There are competing theories for the origin of the name "Toby Jug". [4] Although it has been suggested that the pot is named after Sir Toby Belch in Shakespeare's play Twelfth Night, or Uncle Toby in Laurence Sterne's Tristram Shandy, the most widely accepted theory is that the original was a Yorkshireman, Henry Elwes, 'famous for drinking 2,000 gallons of strong stingo beer from his silver ...
The Chandos portrait, believed to be Shakespeare, held in the National Portrait Gallery, London. William Shakespeare (1564–1616) [1] was an English poet and playwright. He wrote approximately 39 plays and 154 sonnets, as well as a variety of other poems. [note 1]
For Shakespeare, as he began to write, both traditions were alive; they were, moreover, filtered through the recent success of the University Wits on the London stage.
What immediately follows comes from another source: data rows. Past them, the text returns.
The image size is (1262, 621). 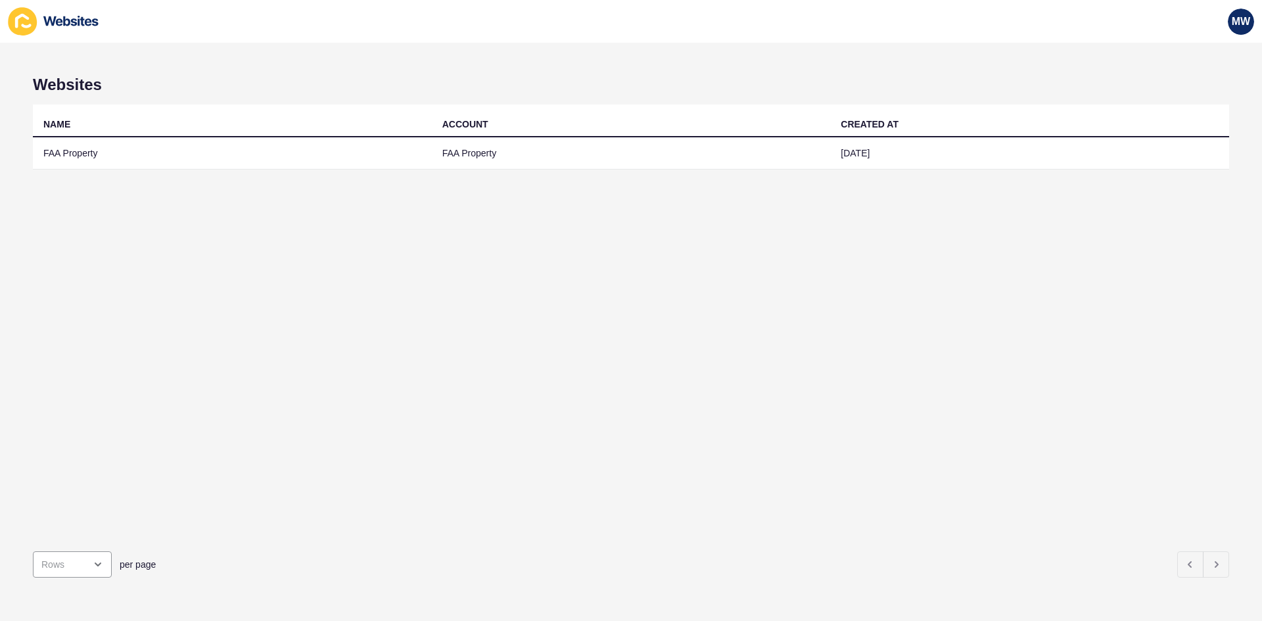 I want to click on div: NAME, so click(x=57, y=124).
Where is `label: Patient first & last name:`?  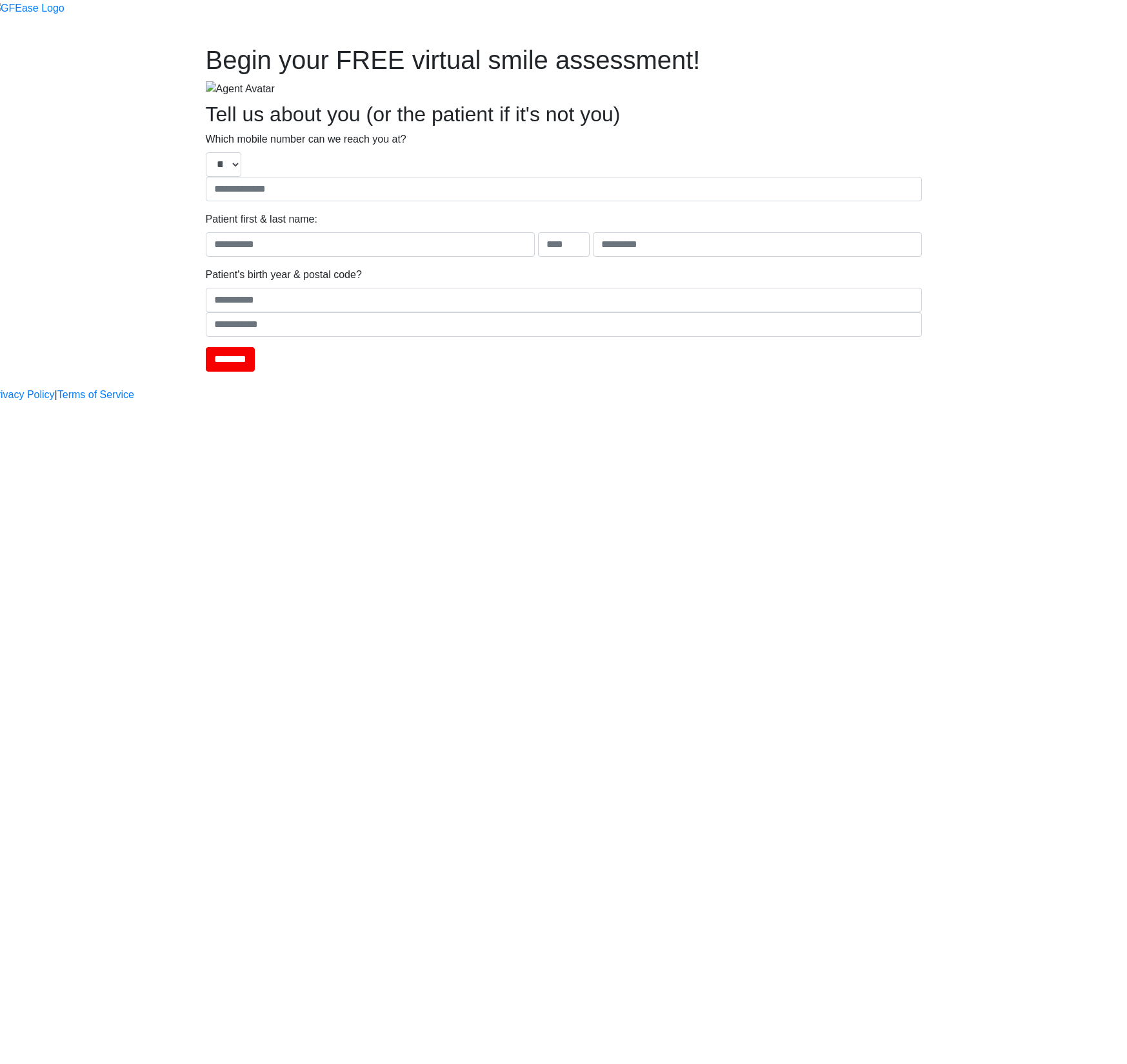 label: Patient first & last name: is located at coordinates (262, 220).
By the late 16th century, the popularity of morality and academic plays waned as the English Renaissance took hold, and playwrights like Thomas Kyd and Christopher Marlowe revolutionised theatre.
Shakespeare's poetic genius was allied with a practical sense of the theatre. [17] Like all playwrights of the time, Shakespeare dramatised stories from sources such as Petrarch and Holinshed. [18] He reshaped each plot to create several centres of interest and show as many sides of a narrative to the audience as possible.